A map of the cosmic microwave background. Image credit:
NASA/WMAP Science Team
“B-mode polarization is an extraordinarily difficult thing to detect,” Gilbert said, “but proving it exists, proving that inflation really happened by detecting the traces of inflationary gravitational waves” would be Nobel Prize-worthy.

That’s where the intrigue starts. One group striving for this discovery had an experiment called BICEP (Background Imaging of Cosmic Extragalactic Polarization), which was followed by BICEP2, which had more sensitive detectors than the first version and more of them. They found what they were looking for. In fact, the signal of B-mode polarization was even stronger than anticipated. The team declared the discovery during a 2014 news conference at Harvard, issued a video, broke out the bubbly, and in general whipped up lots of hoopla about the discovery.

In the following months some 250 papers were published in response to BICEP2. One of them was from BICEP’s main competitor, the Planck Experiment, and their point was that BICEP’s discovery was bunk and that what they detected was not B-mode polarization, but cosmic dust.

“The fact that BICEP2 had so confidently announced a result that was so quickly disproven had a rippling effect throughout the community,” Gilbert said. “Scientists were horrified because they thought, ‘now the public is going to discredit us, they’re not going to trust us.’ Journalists were also horrified because they felt they had a role in spreading disinformation.”

They were also seeing an ugly side of the scientific community.

The need for speed

How did this happen? BICEP principal investigator Brian Keating wrote a book about their process, titled Losing the Nobel Prize (W.W. Norton & Company, 2018). Gilbert summarized their decision-making.

She said BICEP2 only looked at one wavelength of light so they could get the results as quickly as possible. They knew about the possibility of cosmic dust, but didn’t have the tools to distinguish between dust and B-mode polarization. The Planck folks were thought to have the data, and BICEP asked them to share. They declined.

This led BICEP to jump to the conclusion that Planck also had evidence of B-mode polarization and were aiming to scoop them on the discovery and dash their dreams of a Nobel Prize.
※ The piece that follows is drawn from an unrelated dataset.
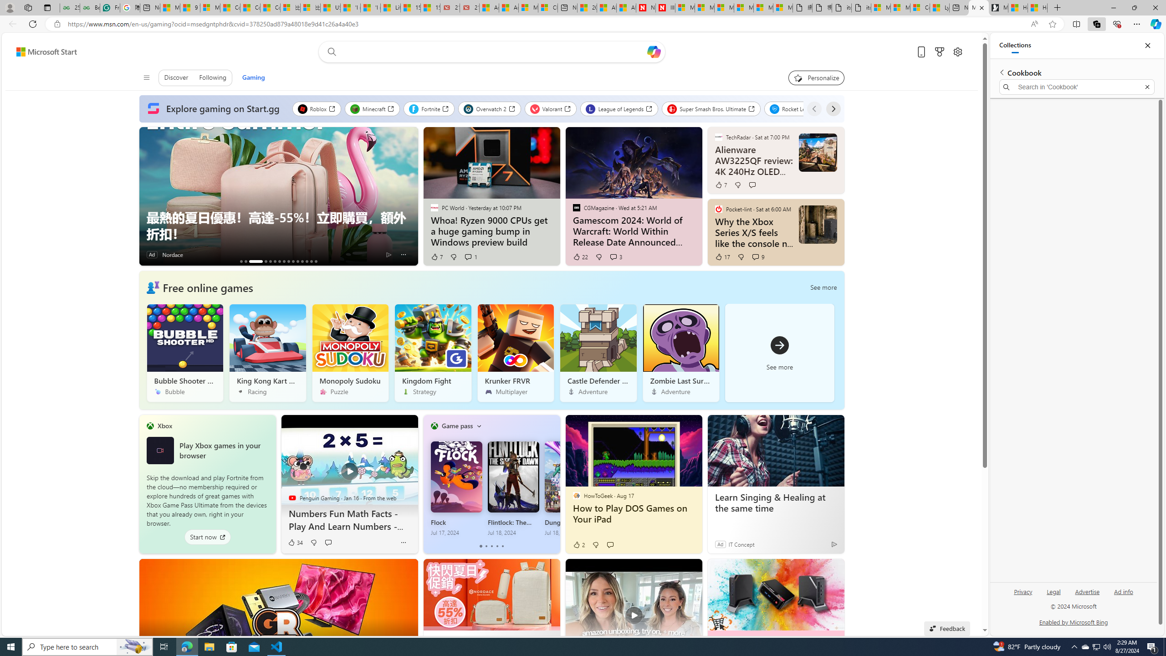  I want to click on Previous, so click(815, 108).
So they hurried to make the announcement. This might have worked out OK, if they’d been right, but the BICEP group made one other glaring error.

“They actually hadn’t put their paper through peer review,” Gilbert noted, generating groans among the science-savvy audience at Astronomy on Tap.
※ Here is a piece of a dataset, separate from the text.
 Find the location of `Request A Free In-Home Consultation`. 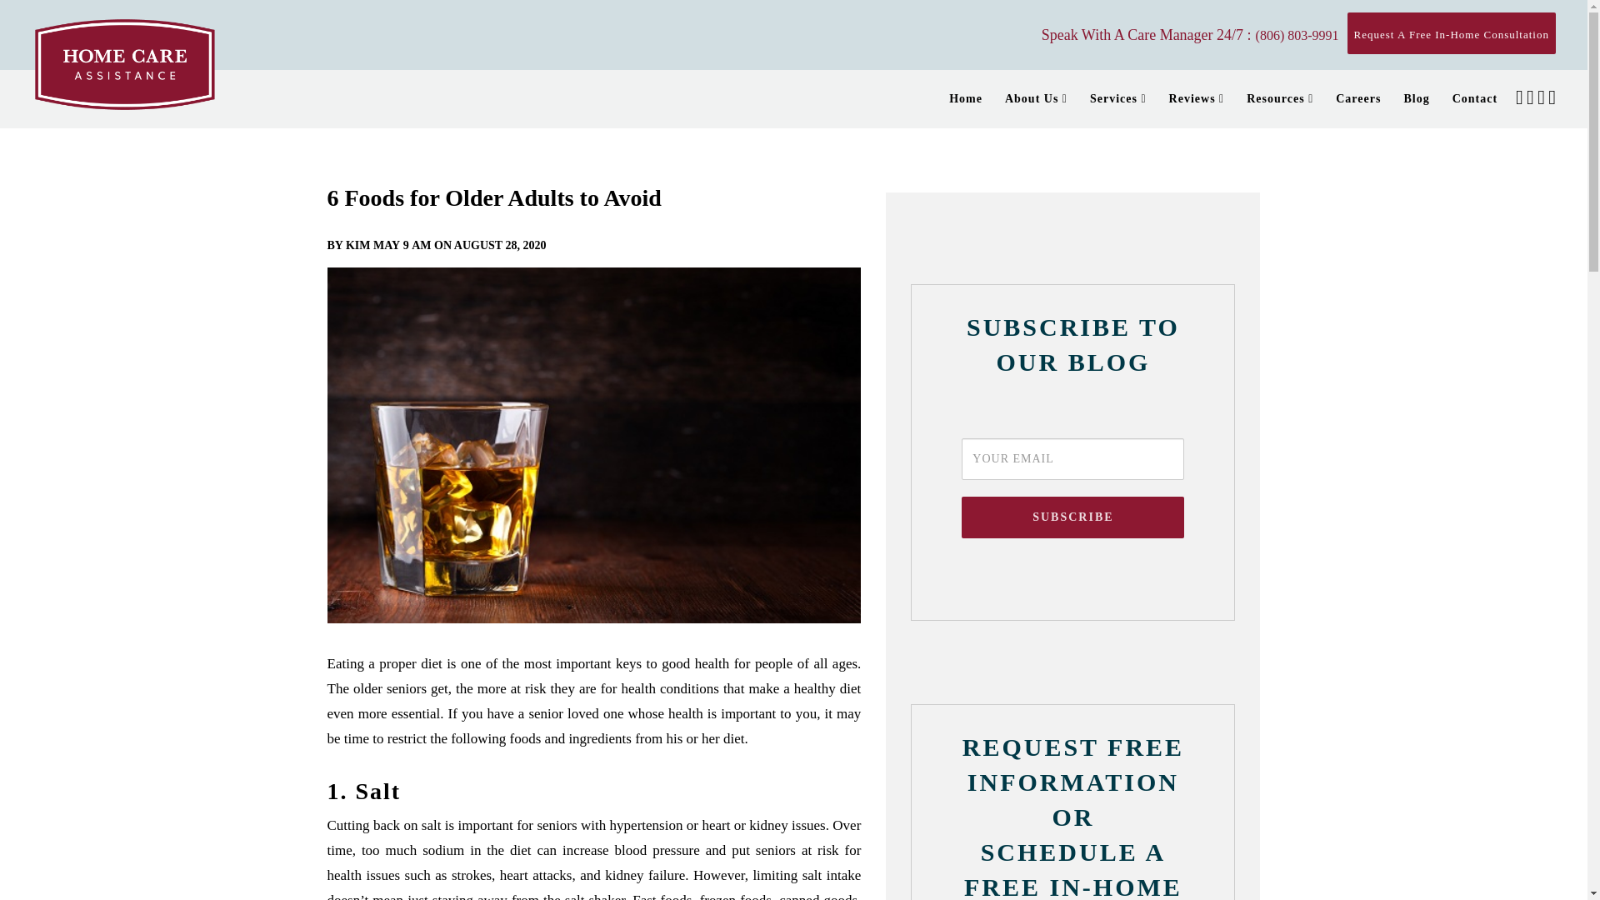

“That is a no-no,” she understated. “That is a bad thing to do because peer review is what makes science credible in the first place. It’s a really important check against the dissemination of junk science. You really need other scientists to independently assess your results.”

Gilbert said the bad decisions were all motivated by fear.
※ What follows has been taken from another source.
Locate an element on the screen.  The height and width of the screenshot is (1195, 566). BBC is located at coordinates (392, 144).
“Overly competitive environments are part and parcel of an individualistic conception of science and an individualistic conception of science says that the most important thing is to get a result before your competition,” she said. “When that’s the environment that you’re working in you tend to make decisions based on fear.”

“I would argue that the reason that BICEP2 made these decisions based on fear is that they were operating in such a toxically competitive environment that it became dysfunctional,” Gilbert said. “Whether you think competition is really good for science, really bad, or somewhere in between, I think that this case study shows us that it’s really worth thinking about the ways that we systemically and interpersonally encourage competition, and how that might jeopardize our ways of knowing.”

Gilbert said there’s hope for the future. The hunt for B-mode polarization continues, and BICEP and Planck are teaming up going forward, combining their resources and know-how in the work.

“Competition might be the most efficient way to A result, but collaboration is probably the most efficient way to a RELIABLE result,” she said.

Astronomy on Tap Seattle is organized by graduate students in astronomy at the University of Washington.